As a child, after enjoying a neighbor’s exquisite French toast breakfast, with powdered sugar and all, Strout repeatedly described the meal to her mother, perhaps hinting that she should make the French toast. Her mother eventually said, “Just remember, Elizabeth, you never know.”

“We may think we know our neighbors,” Strout said. “… I don’t have a clue what went on inside her house.”

Strout’s mother often vocalized her theories on passersby during outings. For instance, she once pointed out a woman who “was not anxious to go home.” Strout began to watch people and create stories in her head about what that person’s life was like.

On another childhood occasion, after a congregational worship service in New Hampshire, her mother said she could not believe woman was wearing a big hat decorated with fake fruit and ribbons. Her father said to keep quiet if she didn’t have something nice to say. While Strout said that only writing positive words is “death to a writer,” such conversations taught her that a balance between her parents’ outlooks is important in fiction, which should portray both compassion and truth.

“The right sentences can calm us down,” Strout said.

Olive Kitteridge readers often assume Strout must be a mother-in-law with a son to be able to create such a strong title character who is some way present throughout the book, whether the story is told from her perspective or she is walking across the scene in someone else’s story. In reality, Strout has a daughter and is not a mother-in-law yet. How can she write a character that she is not? The constant focus on audience and language helps her write fiction that is believable.  

“It’s yours. A writer gives it to you freely without condition," Strout said of books. “I write for a reader. I never write for myself.”

When Strout, who did theater at Bates College, took a class in stand-up comedy at The New School in Manhattan, the awareness of audience could not be avoided because a comedian’s audience is right there. That frightened her. When her jokes about bad hair, her New York in-laws and being a New Englander at a final exam performance in an Upper East Side club made people laugh, Strout realized that people connect most to places and common experiences in both comedy and fiction. Everyone should recognize their place and subject when writing, she said, and fiction should be inclusive, not exclusive.

“We all have one song and we keep singing it in as many variations as we can,” Strout said.

She determined that because of growing up in Maine and New Hampshire, New England proved the strongest setting for her stories, many of which take place in Maine. And those hair jokes from her stand-up comedy routine became useful in her novel, Amy and Isabelle, about a mother and daughter’s strained relationship, as hair was a frequent theme.

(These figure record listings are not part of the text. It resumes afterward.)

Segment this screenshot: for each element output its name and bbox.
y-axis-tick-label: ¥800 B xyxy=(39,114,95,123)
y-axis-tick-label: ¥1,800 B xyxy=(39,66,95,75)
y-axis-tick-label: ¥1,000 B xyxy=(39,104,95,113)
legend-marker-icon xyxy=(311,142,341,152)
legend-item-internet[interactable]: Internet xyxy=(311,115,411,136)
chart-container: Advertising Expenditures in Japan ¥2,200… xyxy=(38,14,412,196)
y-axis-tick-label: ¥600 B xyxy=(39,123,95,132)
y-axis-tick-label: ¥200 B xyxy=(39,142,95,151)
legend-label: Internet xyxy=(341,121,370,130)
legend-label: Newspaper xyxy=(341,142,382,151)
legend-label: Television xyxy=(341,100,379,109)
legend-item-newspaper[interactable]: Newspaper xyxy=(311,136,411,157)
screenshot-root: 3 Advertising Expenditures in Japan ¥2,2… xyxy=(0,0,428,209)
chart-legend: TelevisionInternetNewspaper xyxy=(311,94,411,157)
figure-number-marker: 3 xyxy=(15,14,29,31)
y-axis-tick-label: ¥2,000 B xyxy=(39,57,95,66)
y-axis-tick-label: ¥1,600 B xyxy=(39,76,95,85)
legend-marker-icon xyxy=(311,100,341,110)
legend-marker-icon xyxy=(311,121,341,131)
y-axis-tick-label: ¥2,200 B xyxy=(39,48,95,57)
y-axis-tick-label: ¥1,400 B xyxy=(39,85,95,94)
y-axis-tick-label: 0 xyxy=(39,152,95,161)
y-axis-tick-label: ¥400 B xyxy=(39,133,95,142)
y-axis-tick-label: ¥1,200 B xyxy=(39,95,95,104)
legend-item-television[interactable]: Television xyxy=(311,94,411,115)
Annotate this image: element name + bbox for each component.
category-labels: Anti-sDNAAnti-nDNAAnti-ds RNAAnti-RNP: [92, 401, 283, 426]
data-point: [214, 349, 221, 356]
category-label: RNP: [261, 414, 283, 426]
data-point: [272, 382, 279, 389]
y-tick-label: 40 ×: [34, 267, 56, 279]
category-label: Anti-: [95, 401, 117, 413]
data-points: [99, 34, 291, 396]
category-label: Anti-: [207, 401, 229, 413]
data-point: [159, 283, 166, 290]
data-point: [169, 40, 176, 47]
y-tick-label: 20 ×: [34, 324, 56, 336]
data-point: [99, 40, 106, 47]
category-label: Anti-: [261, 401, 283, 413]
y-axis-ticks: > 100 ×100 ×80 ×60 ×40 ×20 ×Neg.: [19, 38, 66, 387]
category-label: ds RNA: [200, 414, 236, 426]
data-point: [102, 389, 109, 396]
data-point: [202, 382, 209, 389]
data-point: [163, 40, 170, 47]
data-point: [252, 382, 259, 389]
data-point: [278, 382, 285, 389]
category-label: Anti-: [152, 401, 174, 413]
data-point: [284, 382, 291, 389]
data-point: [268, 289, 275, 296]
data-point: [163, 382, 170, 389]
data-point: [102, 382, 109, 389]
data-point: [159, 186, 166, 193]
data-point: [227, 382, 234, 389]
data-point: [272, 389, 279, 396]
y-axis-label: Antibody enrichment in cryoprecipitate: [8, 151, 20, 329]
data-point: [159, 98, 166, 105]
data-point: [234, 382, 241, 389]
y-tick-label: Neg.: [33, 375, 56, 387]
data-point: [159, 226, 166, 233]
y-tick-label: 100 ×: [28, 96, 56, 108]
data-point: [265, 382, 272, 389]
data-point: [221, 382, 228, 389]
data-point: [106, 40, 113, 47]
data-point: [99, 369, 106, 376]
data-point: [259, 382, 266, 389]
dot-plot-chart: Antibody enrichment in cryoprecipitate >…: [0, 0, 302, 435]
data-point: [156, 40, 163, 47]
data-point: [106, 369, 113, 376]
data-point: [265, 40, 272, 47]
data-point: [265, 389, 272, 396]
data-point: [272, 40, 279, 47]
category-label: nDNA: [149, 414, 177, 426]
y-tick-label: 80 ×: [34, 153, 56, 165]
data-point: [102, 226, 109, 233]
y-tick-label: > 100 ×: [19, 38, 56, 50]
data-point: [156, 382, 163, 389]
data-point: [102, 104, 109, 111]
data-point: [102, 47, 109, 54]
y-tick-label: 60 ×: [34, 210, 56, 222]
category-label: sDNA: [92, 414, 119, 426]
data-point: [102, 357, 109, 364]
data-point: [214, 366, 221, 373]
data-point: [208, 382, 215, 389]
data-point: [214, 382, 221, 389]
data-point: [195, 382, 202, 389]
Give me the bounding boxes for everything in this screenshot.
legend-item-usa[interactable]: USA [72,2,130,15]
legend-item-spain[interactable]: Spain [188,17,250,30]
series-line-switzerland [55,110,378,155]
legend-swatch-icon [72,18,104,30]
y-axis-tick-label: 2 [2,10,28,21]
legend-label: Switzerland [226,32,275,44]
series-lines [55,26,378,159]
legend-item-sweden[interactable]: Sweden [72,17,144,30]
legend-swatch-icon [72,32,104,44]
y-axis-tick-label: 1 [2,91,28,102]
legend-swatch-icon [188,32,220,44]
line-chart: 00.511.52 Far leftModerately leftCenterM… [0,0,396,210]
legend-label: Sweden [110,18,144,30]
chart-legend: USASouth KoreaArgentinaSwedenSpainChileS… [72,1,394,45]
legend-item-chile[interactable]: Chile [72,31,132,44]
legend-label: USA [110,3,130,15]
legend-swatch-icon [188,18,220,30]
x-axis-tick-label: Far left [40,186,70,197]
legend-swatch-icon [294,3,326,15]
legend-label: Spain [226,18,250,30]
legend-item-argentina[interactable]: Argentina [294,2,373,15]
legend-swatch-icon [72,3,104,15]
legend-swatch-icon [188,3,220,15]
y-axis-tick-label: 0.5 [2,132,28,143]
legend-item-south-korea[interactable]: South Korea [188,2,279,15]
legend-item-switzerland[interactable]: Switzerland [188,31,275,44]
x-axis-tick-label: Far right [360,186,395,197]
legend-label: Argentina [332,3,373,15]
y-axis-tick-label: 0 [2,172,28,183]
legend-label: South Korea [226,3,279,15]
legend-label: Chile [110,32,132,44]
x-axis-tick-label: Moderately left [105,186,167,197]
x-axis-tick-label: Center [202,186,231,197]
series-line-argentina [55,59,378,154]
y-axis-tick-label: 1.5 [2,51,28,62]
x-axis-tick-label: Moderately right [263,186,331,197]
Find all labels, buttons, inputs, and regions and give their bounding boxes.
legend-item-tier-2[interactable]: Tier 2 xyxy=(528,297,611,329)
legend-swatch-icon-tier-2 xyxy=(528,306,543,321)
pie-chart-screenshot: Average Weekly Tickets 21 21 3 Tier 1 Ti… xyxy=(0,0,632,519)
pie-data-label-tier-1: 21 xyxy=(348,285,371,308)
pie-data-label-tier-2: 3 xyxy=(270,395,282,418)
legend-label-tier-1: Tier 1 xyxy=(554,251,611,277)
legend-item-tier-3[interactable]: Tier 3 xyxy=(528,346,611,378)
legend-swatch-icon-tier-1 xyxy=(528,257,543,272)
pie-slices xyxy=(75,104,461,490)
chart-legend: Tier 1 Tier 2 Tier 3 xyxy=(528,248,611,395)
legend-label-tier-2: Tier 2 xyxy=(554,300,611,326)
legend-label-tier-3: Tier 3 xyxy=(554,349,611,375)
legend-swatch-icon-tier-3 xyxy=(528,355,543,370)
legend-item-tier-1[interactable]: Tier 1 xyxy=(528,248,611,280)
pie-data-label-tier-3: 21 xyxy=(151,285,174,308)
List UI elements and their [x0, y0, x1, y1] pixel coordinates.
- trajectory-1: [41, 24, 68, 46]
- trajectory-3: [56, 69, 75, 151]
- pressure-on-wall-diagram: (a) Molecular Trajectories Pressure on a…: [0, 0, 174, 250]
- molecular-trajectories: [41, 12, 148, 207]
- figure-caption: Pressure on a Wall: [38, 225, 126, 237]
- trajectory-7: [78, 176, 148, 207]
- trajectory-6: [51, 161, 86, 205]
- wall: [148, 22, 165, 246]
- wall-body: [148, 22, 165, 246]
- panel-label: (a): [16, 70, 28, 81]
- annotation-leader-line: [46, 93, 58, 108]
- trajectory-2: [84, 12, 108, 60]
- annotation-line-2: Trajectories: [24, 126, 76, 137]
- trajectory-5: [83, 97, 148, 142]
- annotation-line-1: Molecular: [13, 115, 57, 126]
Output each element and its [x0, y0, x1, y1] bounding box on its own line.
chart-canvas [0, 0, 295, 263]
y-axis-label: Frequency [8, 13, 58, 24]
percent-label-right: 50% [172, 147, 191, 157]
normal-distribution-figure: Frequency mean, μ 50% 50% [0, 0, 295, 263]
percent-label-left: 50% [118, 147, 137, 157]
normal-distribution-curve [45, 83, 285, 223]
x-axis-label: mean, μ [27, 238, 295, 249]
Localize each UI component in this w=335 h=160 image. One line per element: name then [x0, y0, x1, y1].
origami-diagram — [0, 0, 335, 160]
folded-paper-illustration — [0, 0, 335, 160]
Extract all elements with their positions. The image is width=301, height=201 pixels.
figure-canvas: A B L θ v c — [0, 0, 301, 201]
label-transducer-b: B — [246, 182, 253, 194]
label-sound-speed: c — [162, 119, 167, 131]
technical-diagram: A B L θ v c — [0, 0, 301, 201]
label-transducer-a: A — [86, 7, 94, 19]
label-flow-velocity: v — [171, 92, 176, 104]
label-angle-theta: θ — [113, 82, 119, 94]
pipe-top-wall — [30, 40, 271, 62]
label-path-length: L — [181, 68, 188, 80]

While commonality might be something audiences search for, Strout said that people often struggle with being “stuck behind two eyes” and having a narrow vision. By opening the right book, different perspectives can teach you more about yourself and life. For instance, it wasn’t until her mother-in-law asked her how long she had been “compulsively early” to everything that Strout noticed her habit and realized, “I’m early because I expect disaster.” After reading a novel with characters that reacted negatively to someone with that attitude, she decided to keep those thoughts to herself.

Language also has its limitations, she said, and can distort memory and childhood understanding of the world. Strout overheard a neighbor respond to her child’s screams on separate occasions about hating his birthday and his brother that he loved rather than hated those things. When adults tell children they are not feeling something they are, it keeps them from experiencing honest feelings, Strout said.

“I believe that he really did hate his brother at that moment, and his birthday,” Strout said.

In the end, Strout refuted the view of the father at the wedding reception table that his novelist daughter was a liar.

Rather, “she was devoted to saving lives,” Strout said.